===== Supplied entries

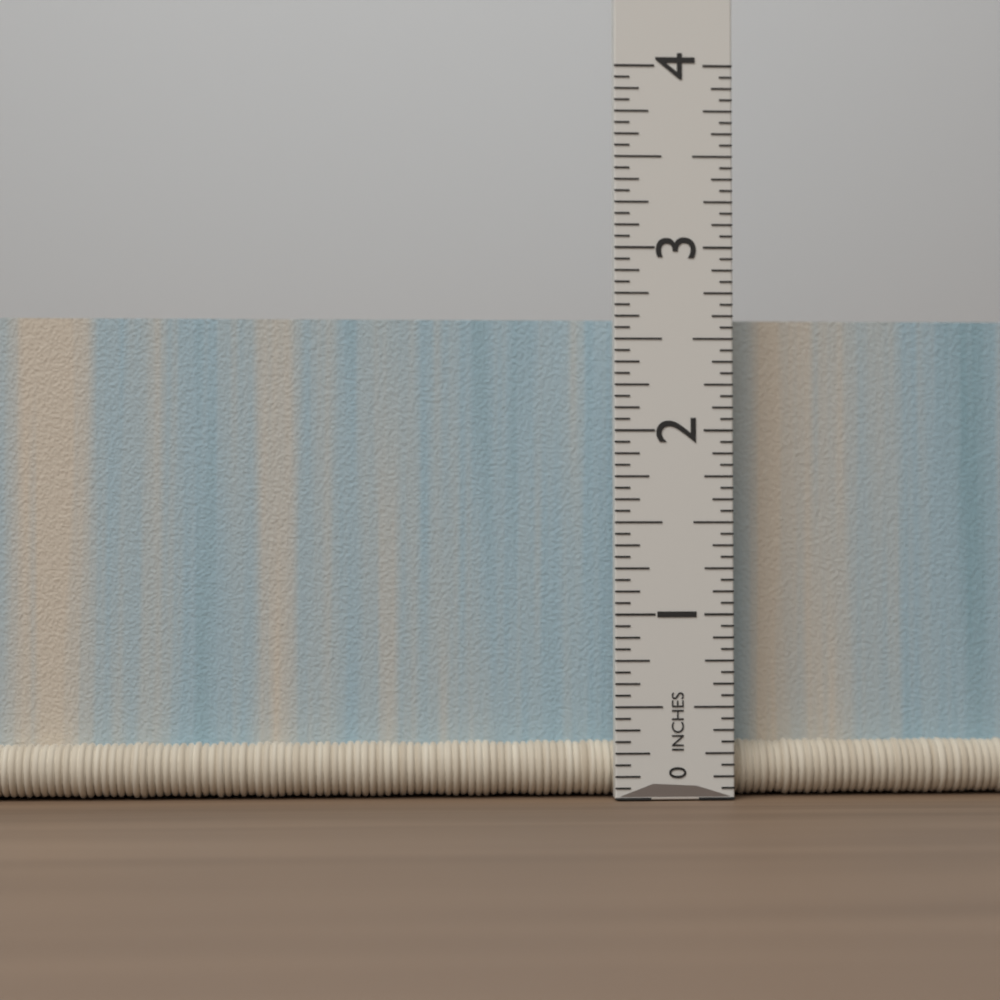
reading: 2.6250 in
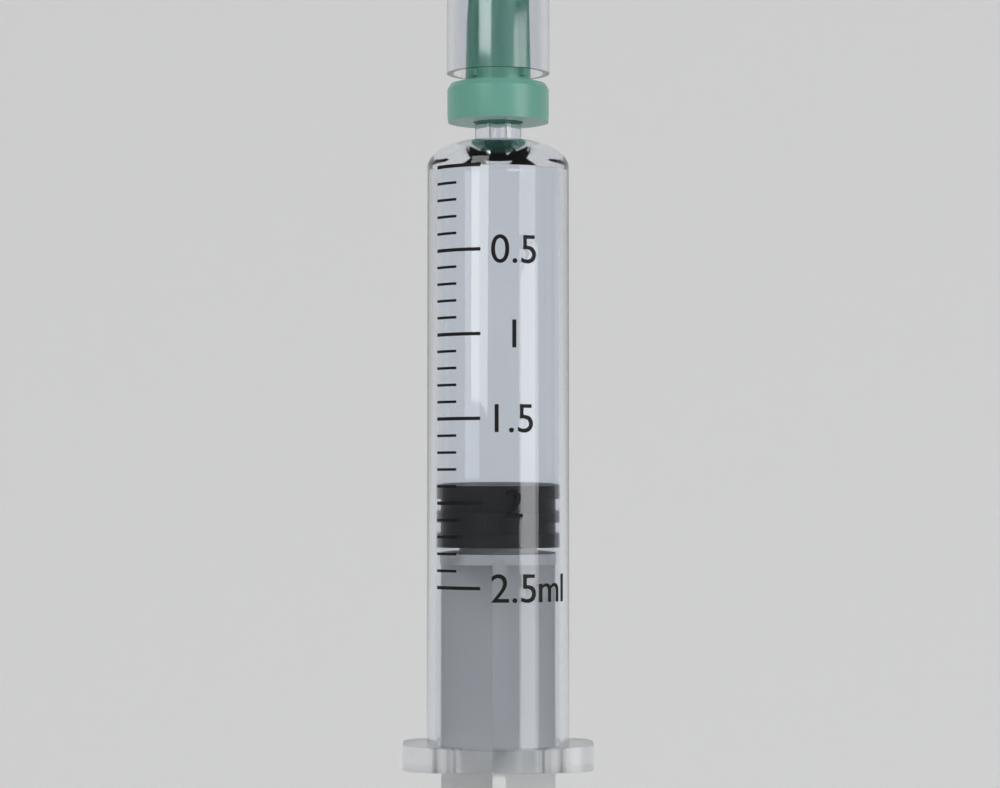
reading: 1.9 ml
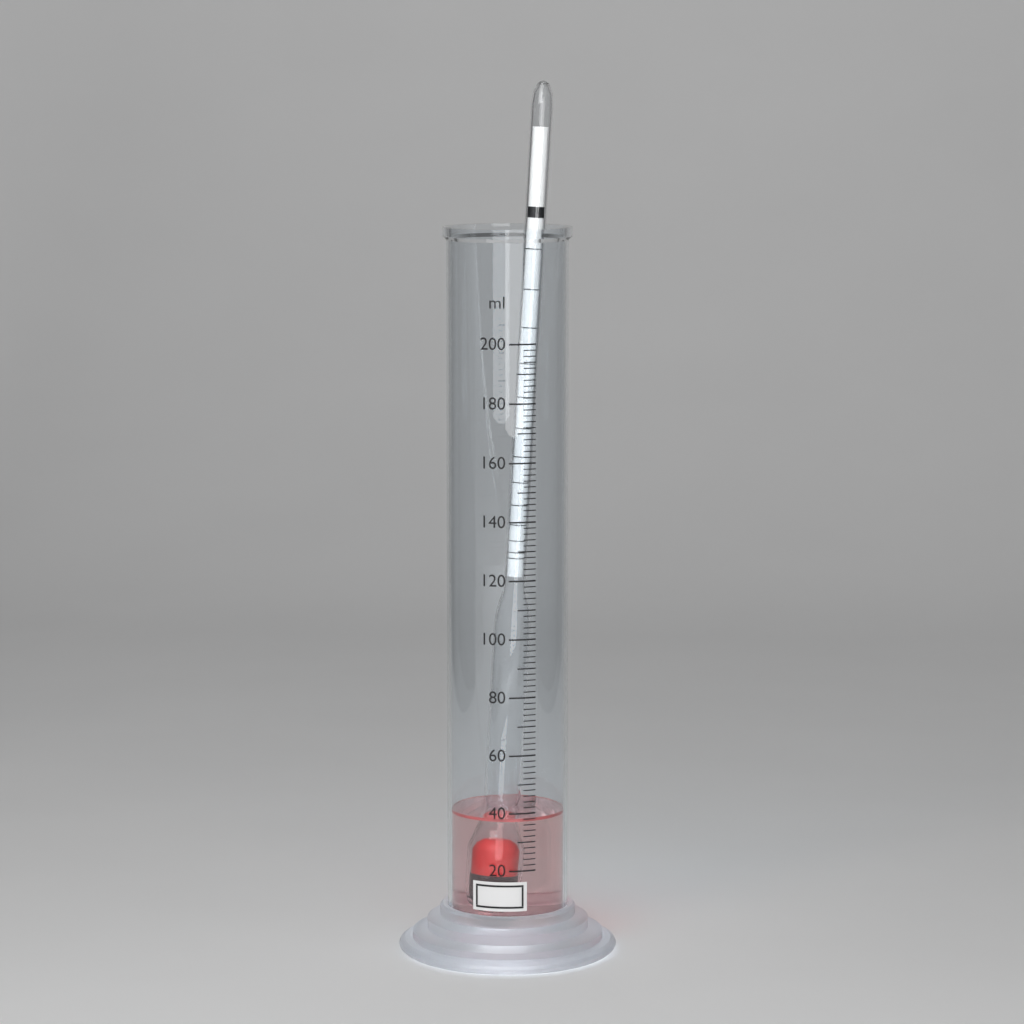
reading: 38 ml
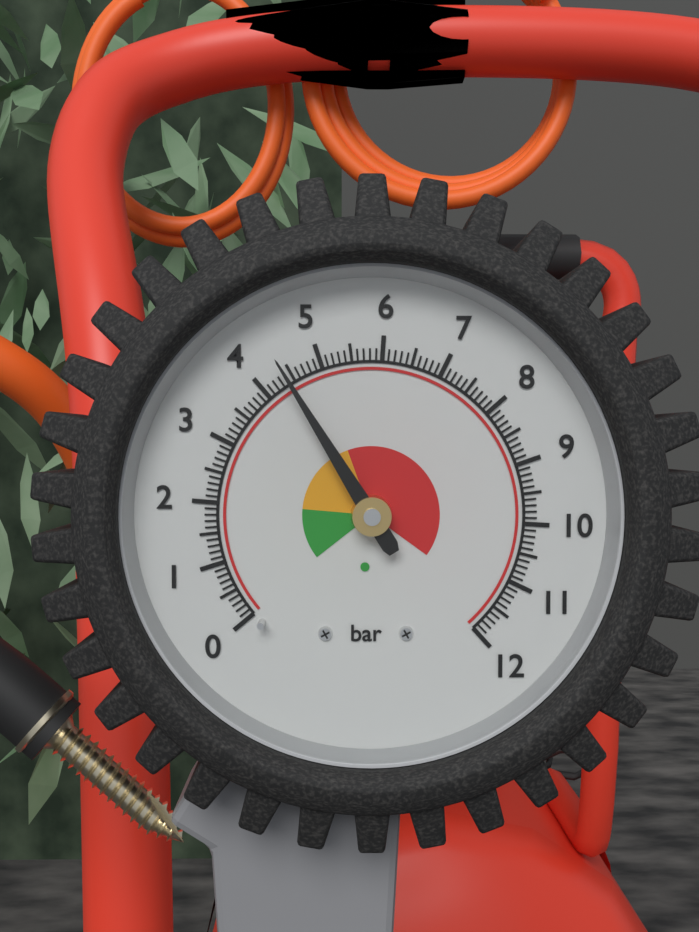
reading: 4.4 bar
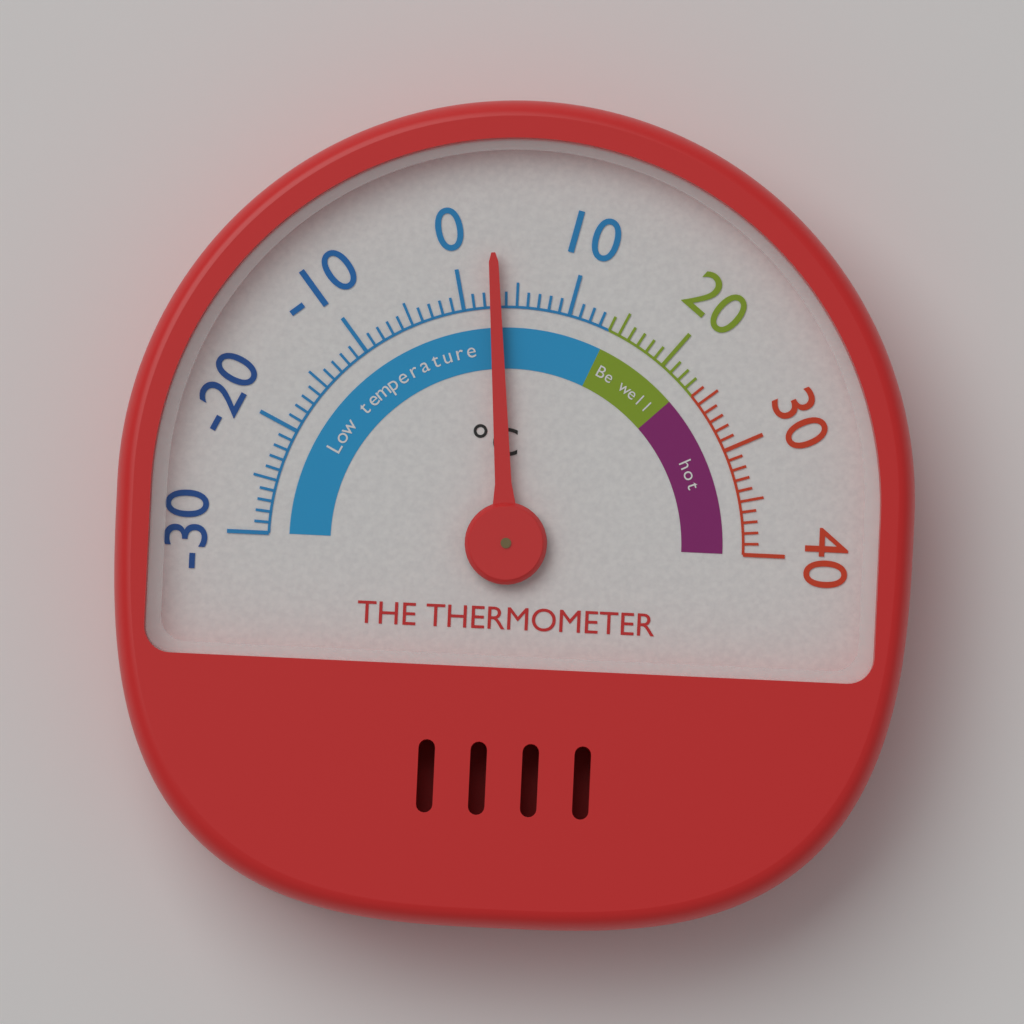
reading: 3 °C
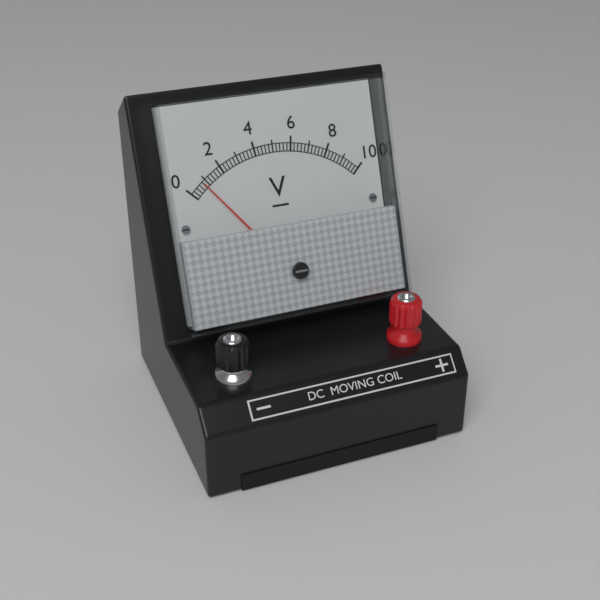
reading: 0.8 V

==========

Give back every record above exactly as written, skipping each picture.

reading: 2.6250 in
reading: 1.9 ml
reading: 38 ml
reading: 4.4 bar
reading: 3 °C
reading: 0.8 V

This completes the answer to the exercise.